AI seems ubiquitous nowadays, with tools like ChatGPT and Microsoft Copilot becoming mainstream. But what are we seeing when it comes to AI in mortgages?
David Hyman: Robotic process automation, or RPA, has been around for some time, but when we’re talking about AI now, we’re really talking about generative AI, or large language models, which are fundamentally much more powerful.
When it comes to mortgages, AI is in its very early days. But there’s a huge opportunity for it in this space. In the mortgage broking process, AI fits in as a copilot framework that helps brokers be better at what they do; fundamentally helping customers achieve their dreams and goals.
As an example, you can take a technology like optical character recognition (OCR), which has been around for some time to read data from payslips, for example, and use AI to accelerate its use. It can see the variability around the name field, for example, and bring a level of consolidation and consistency to that. In mortgages, that’s where we’re seeing a lot of the acceleration, but we’re just at the beginning of the journey.
Q. What other opportunities can AI bring to the mortgage market?
Sebastian Watkins: This technology should serve three masters: the broker, the customer, and the lender. But across all three, the impact will be around efficiency and an improvement in data quality.
For brokers, AI can give them the ability to process all of the inputs of the client fact-find and the customers’ wants and needs, in real time, and produce a recommendation that has ingested hundreds of thousands of inputs. AI could run this data across all of the credit policies of our lenders and assist the broker in making recommendations to their clients. That is one area where we would see a greater increase in broker efficiency, as it would reduce the manual time required to go and do that work. The increase in application quality would also boost the probability of achieving unconditional approval at lodgement.
It can also increase our awareness and visibility on potentially fraudulent activity or things that we want to take a closer look at. In doing so, it’s not only increasing efficiencies, it’s also protecting brokers from fraud.
Q. There are some concerns AI may make brokers redundant. Do you think that is the case?
Sebastian Watkins: I think people have been scared that the technology may replace what we do, but I think it will just replace parts of what we do; it will replace the administrative components of what we’re doing. For example, AI can replace the need to do multiple servicing calculator checks, or the job of extracting information from a payslip to fill out forms or rekey information into broker software, or putting together the summary proposal for a customer.
But what it won’t replace is the relationship that we have with the customers. That’s how we see the technology being used in the broker space; it’s not about replacing the human experience, it’s about turbocharging the experience
Q. Have any other countries adopted AI successfully in the mortgage broking process already?
Sebastian Watkins: We’ve seen that in other countries, particularly the US, companies are using AI technology to increase their efficiency through the automation of administrative work. But even when you look at companies that are doing this particularly well, you still see the majority of their home loan applications and settlements coming through their human channels. They’re just using the technology to make that experience for their customers a better experience and to create more efficiencies for their brokers and bankers.
We’re also seeing a really interesting application of the technology where client conversations are being recorded and the data from that conversation – for example, the assets and liabilities, the income, and the expenses – is being extracted in real time and being populated into a lender’s CRM or platform. So rather than needing to fill out forms, the information is appearing in real time in the CRM as the customer speaks. Then it matches those inputs against things like credit policy and verifies it against the customer documents, surfacing any mismatches that need human intervention.
This is just the beginning of thinking about how generative AI can not only make the data extraction process faster but also become that copilot for the broker, which helps them actually be a better broker.
Q. Do you think AI will help or hinder broker market share?
David Hyman: We’re clearly biased on this one! But we’ve already seen broker market share rapidly accelerate ahead of 70 per cent. If that’s because consumers want choice, then AI is only going to make the broker experience better than it was yesterday … and the broker experience of yesterday was already driving massive growth!
So, whether it’s 75 or 80 per cent or more, broker market share will continue to increase as the relevance of a broker only continues to become more important. And AI is going to be a big driver behind that.
Q. How is Lendi Group using AI?
David Hyman: Our Platform already does a lot of the heavy lifting around policy, serviceability, and questions and documents, but we’re currently piloting an additional experience that uses AI for credit policy. It is almost like a ChatGPT-style interface for credit policy. We call it Leeni.
Leeni can help the broker make smarter suggestions. For example, if the broker is wondering which lender is going to lend to a 37-square-metre apartment in a Category 3 postcode, Leeni can identify that and serve up a suggestion.
We’re also releasing a new experience that listens to broker-client conversations and summarises not just what was talked about but also the commitments that both the broker and customer made around the next steps. It can present that in a template for the broker to send to the customer immediately after the call finishes.
These are just two examples of where we’re using sort of a product-led approach to technology to drive a better customer and broker experience. And there are many, many more in the pipeline.
Tune in to hear more!
You can find out more about the Lendi Group’s use of AI and technology to accelerate the broker offering in the Mortgage Business Spotlight podcast, here.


> **WHAT THE TASK REQUIRES**: Pick out each line with the word "Image" from the material that follows.

> **EXTRACTED DATA**:
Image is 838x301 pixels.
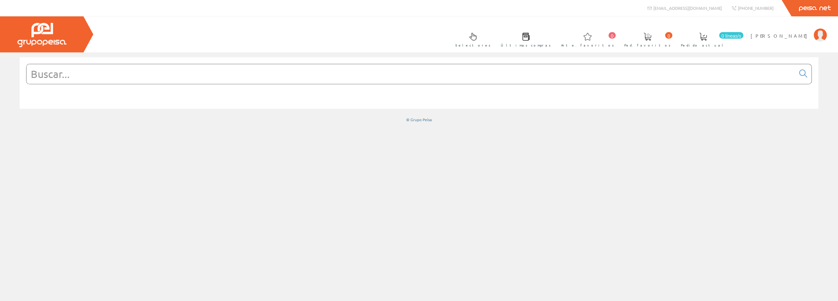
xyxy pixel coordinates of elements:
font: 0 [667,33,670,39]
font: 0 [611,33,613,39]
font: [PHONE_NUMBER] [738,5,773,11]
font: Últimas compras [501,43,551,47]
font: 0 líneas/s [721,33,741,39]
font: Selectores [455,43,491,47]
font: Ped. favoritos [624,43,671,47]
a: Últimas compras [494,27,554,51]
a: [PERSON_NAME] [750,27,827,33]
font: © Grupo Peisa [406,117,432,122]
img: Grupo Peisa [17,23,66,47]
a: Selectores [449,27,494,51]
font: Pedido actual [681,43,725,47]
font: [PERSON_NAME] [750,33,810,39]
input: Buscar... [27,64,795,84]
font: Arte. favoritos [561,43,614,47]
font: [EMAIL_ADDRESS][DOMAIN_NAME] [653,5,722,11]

---

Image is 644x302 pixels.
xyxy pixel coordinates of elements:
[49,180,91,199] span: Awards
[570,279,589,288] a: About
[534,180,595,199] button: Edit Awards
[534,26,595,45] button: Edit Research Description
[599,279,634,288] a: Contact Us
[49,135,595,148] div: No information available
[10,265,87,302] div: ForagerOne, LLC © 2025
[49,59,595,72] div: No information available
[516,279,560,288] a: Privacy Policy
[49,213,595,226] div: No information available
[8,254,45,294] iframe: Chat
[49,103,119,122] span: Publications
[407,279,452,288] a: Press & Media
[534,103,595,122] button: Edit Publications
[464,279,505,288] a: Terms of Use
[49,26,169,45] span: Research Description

...

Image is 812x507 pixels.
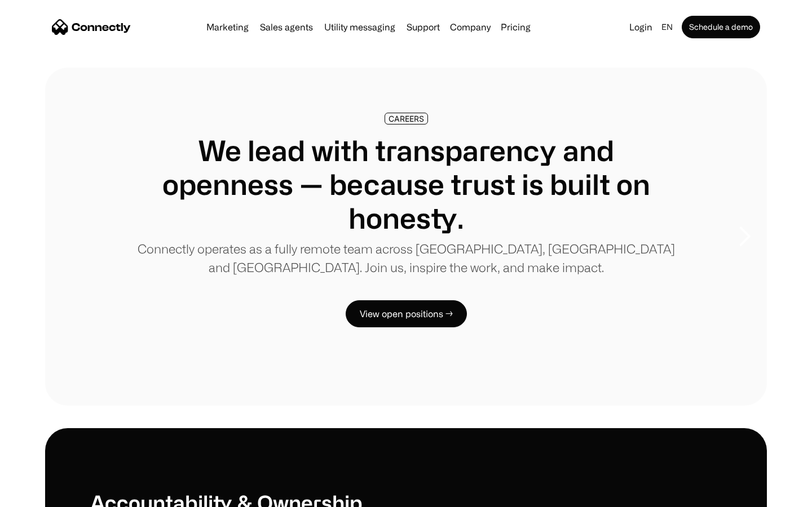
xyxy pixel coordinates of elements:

> **FINISHED EXERCISE**:
Image is 838x301 pixels.
Image is 644x302 pixels.
Image is 812x507 pixels.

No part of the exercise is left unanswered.